Announcements

Special Virtual Issue of MELUS

A special issue of the MELUS journal is now available, honoring the legacy of Jean Fagan Yellin.

https://academic.oup.com/melus/pages/honoring-the-legacy-of-jean-fagan-yellin

José A. de la Garza Valenzuela’s MELUS essay wins award

José A. de la Garza Valenzuela’s Fall 2021 MELUS essay, “‘Necessarily Hidden Truth(s)’: Documenting Queer Migrant Experience in Rigoberto González’s Crossing Vines,” has been awarded the 2022 Crompton-Noll Essay Prize. 

The Queer/Trans (Q/T) Caucus of the American Studies Association and Gay and Lesbian/Queer (GL/Q) Caucus of the Modern Language Association award the annual Crompton-Noll essay prize.

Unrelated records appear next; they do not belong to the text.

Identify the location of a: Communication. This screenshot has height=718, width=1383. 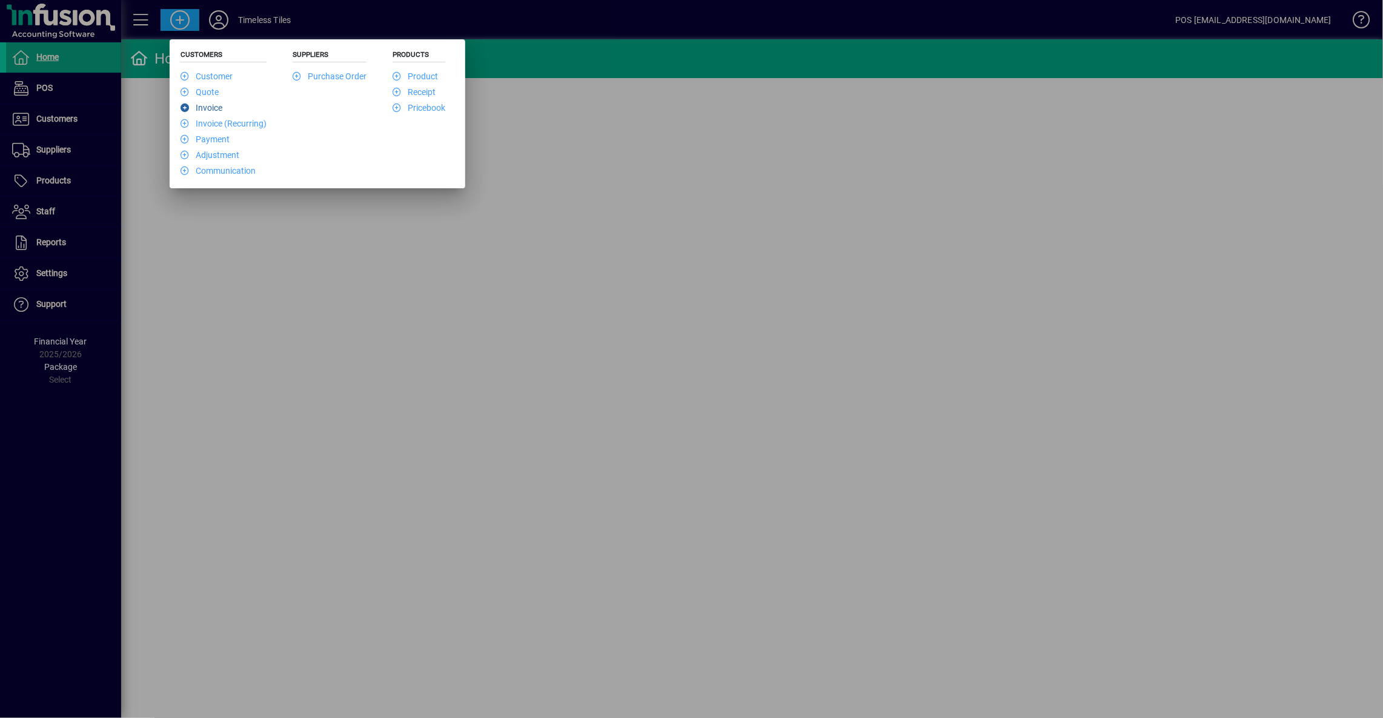
(218, 171).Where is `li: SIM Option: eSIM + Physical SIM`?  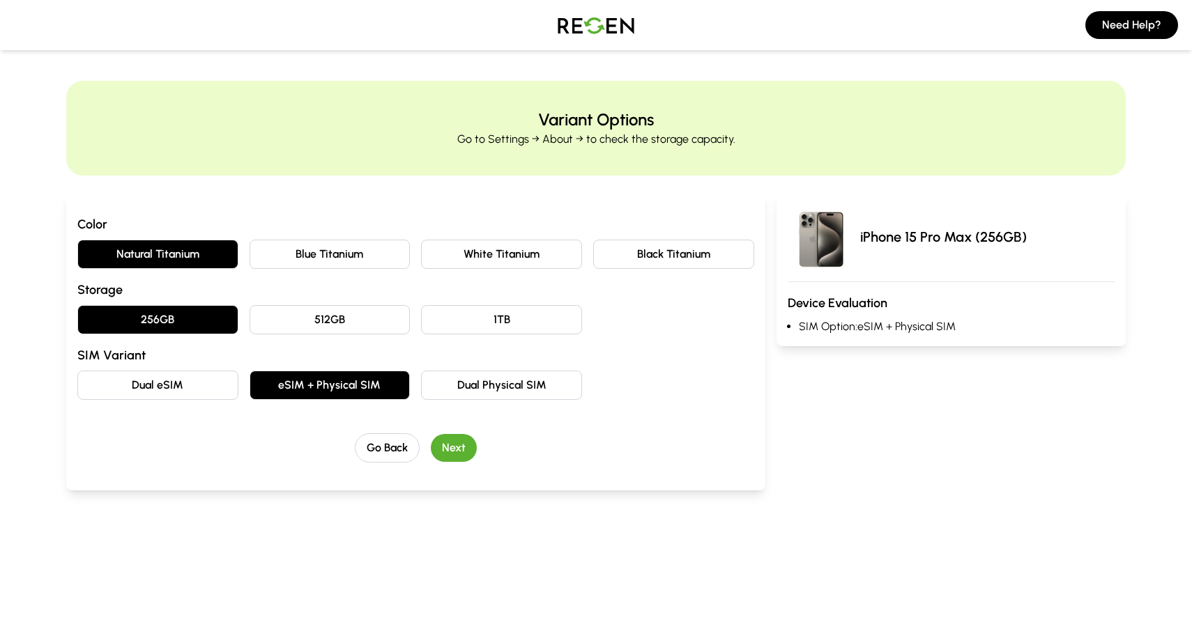 li: SIM Option: eSIM + Physical SIM is located at coordinates (956, 327).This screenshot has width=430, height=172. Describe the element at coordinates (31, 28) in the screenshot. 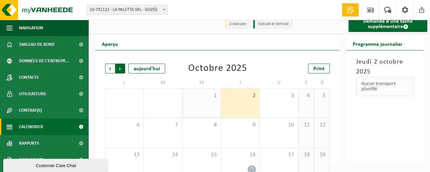

I see `span: Navigation` at that location.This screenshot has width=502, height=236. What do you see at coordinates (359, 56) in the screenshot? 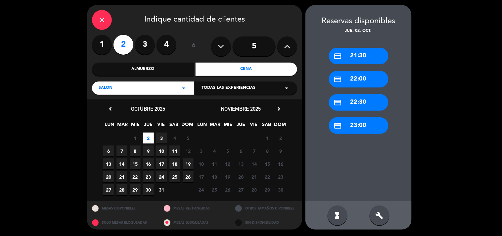
I see `div: 21:30` at bounding box center [359, 56].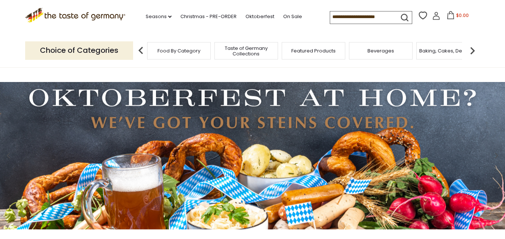 The height and width of the screenshot is (239, 505). Describe the element at coordinates (159, 17) in the screenshot. I see `a: Seasons` at that location. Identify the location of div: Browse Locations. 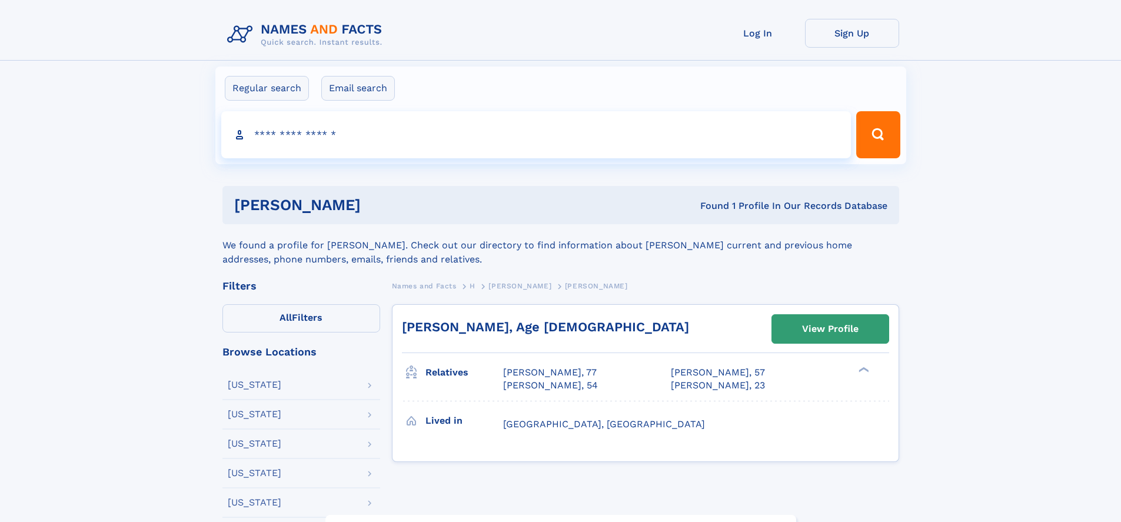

The Crompton-Noll Award for best essay in lesbian, gay, bisexual, trans, and/or queer studies/theory in the modern languages/literatures as well as cultural studies (all broadly construed) pays tribute to Louis Crompton, who passed away in 2009, and Dolores Noll (Kent State University), two early scholar/activists who helped found the Gay and Lesbian Caucus. The award recognizes the important work of lesbian, gay, bisexual, trans, and/or queer studies/theory in the modern languages and the history that has helped make this current work possible.

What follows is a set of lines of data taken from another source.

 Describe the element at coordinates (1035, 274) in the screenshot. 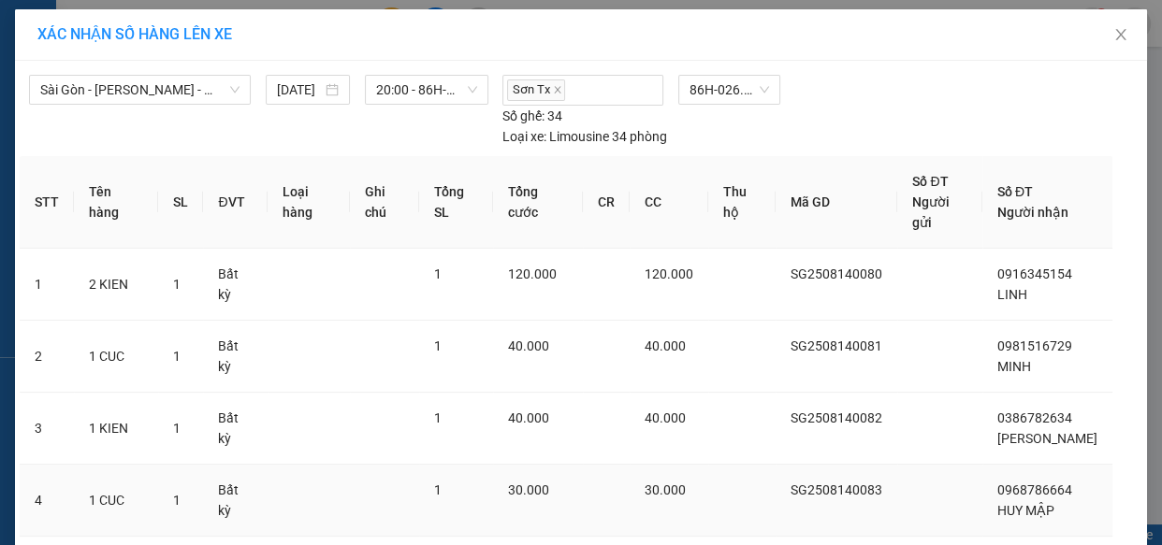

I see `span: 0916345154` at that location.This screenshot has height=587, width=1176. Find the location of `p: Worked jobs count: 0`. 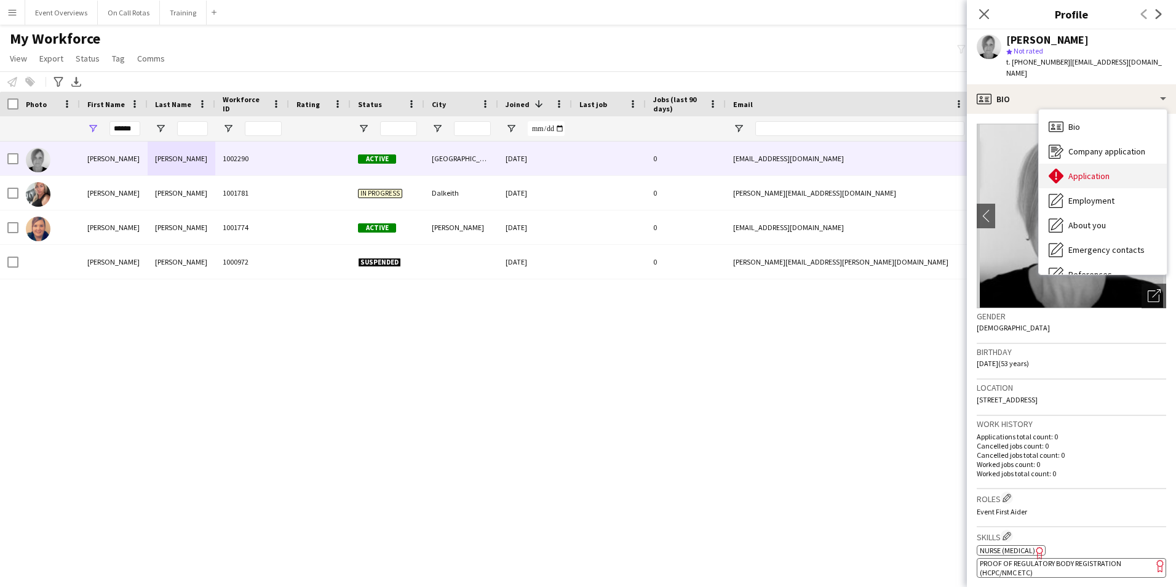

p: Worked jobs count: 0 is located at coordinates (1071, 464).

MELUS Journal Article Authors Fusco & Olman Win Award!

Katherine Fusco and Lynda C. Olman’s MELUS article, “Techniques of Justice: W. E. B. Du Bois’s Data Portraits and the Problem of Visualizing the Race,” has been awarded this year’s 1921 Prize in American literature. Here’s a link to the article: https://academic.oup.com/melus/advance-article/doi/10.1093/melus/mlab031/6408585
The 1921 Prize in American Literature is awarded by the American Literature Society to the best article of the year in any field of American literature, published in a select group of scholarly journals, including MELUS. Here’s more about the prize: https://americanliteraturesociety.wordpress.com/1921-prize-in-american-literature/. At the link, you can find the list of journals from which submissions are invited, and you’ll see that it’s a rather select list. So this is good news for the journal and society, and also a well-deserved recognition of Fusco and Olman’s excellent scholarship!